For passive-income-minded observers, the lesson is familiar. A free-agent superstar controls leverage. No fee went to Barcelona, yet Chicago gains a global icon who can anchor merchandise, broadcast interest, and stadium plans. Similar dynamics appear across sports when aging elites pick markets with hungry fan bases and cap flexibility. Our Wealth Hacks & Passive Income coverage often tracks how reputation becomes revenue when timing and geography align.

How Does Lewandowski's Bayern Past Connect to Thomas Muller?

Lewandowski spent eight seasons at Bayern Munich (2014-22), scoring 344 goals across all competitions—the second-most in club history, behind Gerd Müller, as The Guardian reported. Thomas Muller overlapped with Lewandowski for much of that run, forming part of the most prolific attack in modern Bundesliga history.

While Thomas Muller continued anchoring Bayern after Lewandowski's 2022 move to Barcelona, the Polish striker now takes a different financial path. Rather than chasing one more European contract, he joins a Fire side that broke a seven-year playoff drought in 2025 and scored a club-record 68 goals last season.

That divergence illustrates a broader trend. European stalwarts who shared dressing rooms—think Lewandowski and Thomas Muller—often face fork-in-the-road decisions in their mid-to-late 30s. One stays where prestige and familiarity pay well. Another exports stardom to a league eager to buy instant credibility.

What Happens Next for Chicago Fire and MLS?

Administrative steps remain. Chicago Fire said Lewandowski will occupy a Designated Player slot and an international roster spot pending his P-1 visa and International Transfer Certificate. The club currently plays at Soldier Field while McDonald's Park, its privately funded soccer-specific stadium, is under construction for a planned 2028 opening.

On the pitch, the Fire resume action after the World Cup break. The BBC lists their next match as Friday, July 17, against Vancouver Whitecaps FC. Lewandowski's debut timing depends on paperwork, but the schedule gives Chicago a high-profile window to introduce its new striker to a city with one of the largest Polish diasporas outside Poland.

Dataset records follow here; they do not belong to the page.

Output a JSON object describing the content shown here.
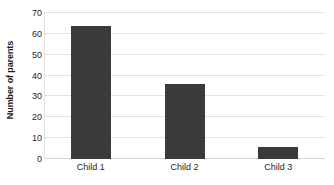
{
  "chart_data": {
    "type": "bar",
    "title": "",
    "subtitle": "",
    "categories": [
      "Child 1",
      "Child 2",
      "Child 3"
    ],
    "values": [
      64,
      36,
      6
    ],
    "series": [
      {
        "name": "Number of parents",
        "values": [
          64,
          36,
          6
        ]
      }
    ],
    "xlabel": "",
    "ylabel": "Number of parents",
    "ylim": [
      0,
      70
    ],
    "yticks": [
      0,
      10,
      20,
      30,
      40,
      50,
      60,
      70
    ],
    "ytick_labels": [
      "0",
      "10",
      "20",
      "30",
      "40",
      "50",
      "60",
      "70"
    ],
    "grid": "horizontal",
    "legend": "none",
    "colors": {
      "bar": "#3a3a3a",
      "gridline": "#e2e2e2",
      "axis": "#d4d4d4",
      "text": "#262626",
      "background": "#ffffff"
    }
  }
}
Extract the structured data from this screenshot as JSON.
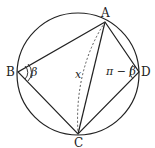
{
  "diagram": {
    "type": "cyclic-quadrilateral",
    "circle": {
      "cx": 78,
      "cy": 74,
      "r": 61
    },
    "points": {
      "A": {
        "label": "A",
        "x": 105,
        "y": 22
      },
      "B": {
        "label": "B",
        "x": 18,
        "y": 72
      },
      "C": {
        "label": "C",
        "x": 78,
        "y": 134
      },
      "D": {
        "label": "D",
        "x": 139,
        "y": 72
      }
    },
    "segments": [
      "AB",
      "BC",
      "CD",
      "DA",
      "AC"
    ],
    "arc_label": "x",
    "angle_B_label": "β",
    "angle_D_label": "π − β",
    "colors": {
      "stroke": "#222222",
      "background": "#ffffff"
    }
  }
}
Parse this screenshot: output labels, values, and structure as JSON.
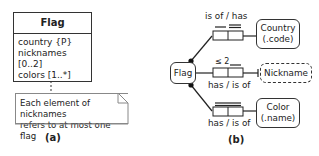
{
  "panel_a": {
    "class": {
      "name": "Flag",
      "attributes": [
        "country {P}",
        "nicknames [0..2]",
        "colors [1..*]"
      ]
    },
    "note": {
      "line1": "Each element of nicknames",
      "line2": "refers to at most one flag"
    },
    "caption": "(a)"
  },
  "panel_b": {
    "entity": "Flag",
    "types": [
      {
        "line1": "Country",
        "line2": "(.code)",
        "style": "solid"
      },
      {
        "line1": "Nickname",
        "style": "dashed"
      },
      {
        "line1": "Color",
        "line2": "(.name)",
        "style": "solid"
      }
    ],
    "facts": [
      {
        "reading": "is of / has",
        "constraint": ""
      },
      {
        "reading": "has / is of",
        "constraint": "≤ 2"
      },
      {
        "reading": "has / is of",
        "constraint": ""
      }
    ],
    "caption": "(b)"
  }
}
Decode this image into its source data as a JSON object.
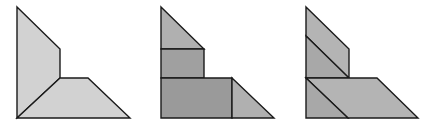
{
  "figure": {
    "stroke_color": "#1a1a1a",
    "stroke_width": 1.4,
    "shapes": [
      {
        "name": "shape-1-whole",
        "pieces": [
          {
            "name": "left-quadrilateral",
            "points": "17,7 60,49 60,78 17,118",
            "fill": "#d2d2d2"
          },
          {
            "name": "bottom-trapezoid",
            "points": "17,118 60,78 88,78 130,118",
            "fill": "#d2d2d2"
          }
        ]
      },
      {
        "name": "shape-2-rect-partition",
        "pieces": [
          {
            "name": "top-triangle",
            "points": "161,7 204,49 161,49",
            "fill": "#b0b0b0"
          },
          {
            "name": "middle-rectangle",
            "points": "161,49 204,49 204,78 161,78",
            "fill": "#a0a0a0"
          },
          {
            "name": "bottom-rectangle",
            "points": "161,78 232,78 232,118 161,118",
            "fill": "#9a9a9a"
          },
          {
            "name": "right-triangle",
            "points": "232,78 274,118 232,118",
            "fill": "#b0b0b0"
          }
        ]
      },
      {
        "name": "shape-3-diagonal-partition",
        "pieces": [
          {
            "name": "top-parallelogram",
            "points": "306,7 349,49 349,78 306,36",
            "fill": "#b4b4b4"
          },
          {
            "name": "upper-triangle",
            "points": "306,36 349,78 306,78",
            "fill": "#a8a8a8"
          },
          {
            "name": "bottom-parallelogram",
            "points": "306,78 377,78 418,118 348,118",
            "fill": "#b4b4b4"
          },
          {
            "name": "lower-triangle",
            "points": "306,78 348,118 306,118",
            "fill": "#a8a8a8"
          }
        ]
      }
    ]
  }
}
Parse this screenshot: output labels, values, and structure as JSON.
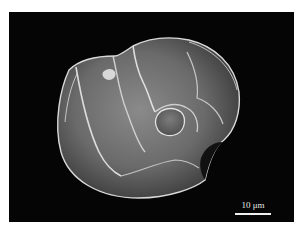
{
  "figure": {
    "background_color": "#050505",
    "scale_bar": {
      "label": "10 μm",
      "color": "#f0f0f0"
    },
    "caption_partial": ""
  }
}
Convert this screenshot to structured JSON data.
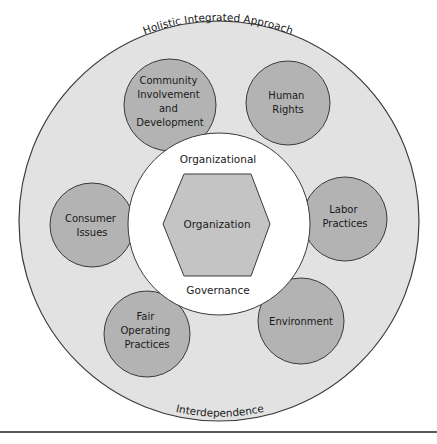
{
  "diagram": {
    "outer_ring": {
      "top_label": "Holistic Integrated Approach",
      "bottom_label": "Interdependence",
      "fill": "#e2e2e2"
    },
    "inner_circle": {
      "top_label": "Organizational",
      "bottom_label": "Governance",
      "fill": "#ffffff"
    },
    "center": {
      "label": "Organization",
      "fill": "#c4c4c4"
    },
    "core_subjects": [
      {
        "lines": [
          "Community",
          "Involvement",
          "and",
          "Development"
        ]
      },
      {
        "lines": [
          "Human",
          "Rights"
        ]
      },
      {
        "lines": [
          "Consumer",
          "Issues"
        ]
      },
      {
        "lines": [
          "Labor",
          "Practices"
        ]
      },
      {
        "lines": [
          "Fair",
          "Operating",
          "Practices"
        ]
      },
      {
        "lines": [
          "Environment"
        ]
      }
    ],
    "subject_fill": "#b3b3b3",
    "stroke": "#3a3a3a"
  }
}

MLS enters this moment needing buzz. The Guardian recently noted a sense of stagnation around the league and the need for a World Cup bump. Signing Lewandowski delivers exactly the headline gravity MLS commissioners crave—a proven scorer whose CV rivals the league's best-ever imports, including former Fire stars Bastian Schweinsteiger and Hristo Stoichkov.

Can Lewandowski Still Perform at 37?

Recent minutes suggest caution. The BBC reported that injuries limited Lewandowski to 17 league starts in his final Barcelona season, even as he scored 120 goals in 193 games overall for the club. The Guardian put his La Liga tally at 83 goals and 19 assists in 134 league matches.

Chicago is betting on efficiency over volume. Berhalter inherits a team already third in the East and adds a finisher who led Germany and Spain in scoring for eight combined seasons, per the Fire's announcement. If Lewandowski stays fit, the wealth equation works for both sides: Chicago gets a trophy push, and the striker extends a legendary career on American terms.

Barcelona, meanwhile, has moved on. The BBC notes the Catalan club signed Newcastle winger Anthony Gordon on a deal worth more than 80 million euros and has been linked with Marcus Rashford and Harry Kane. Lewandowski's departure clears salary space; Chicago's gain is a name that needs no introduction—and a case study in how global football icons cash in when the final chapter calls for a new audience.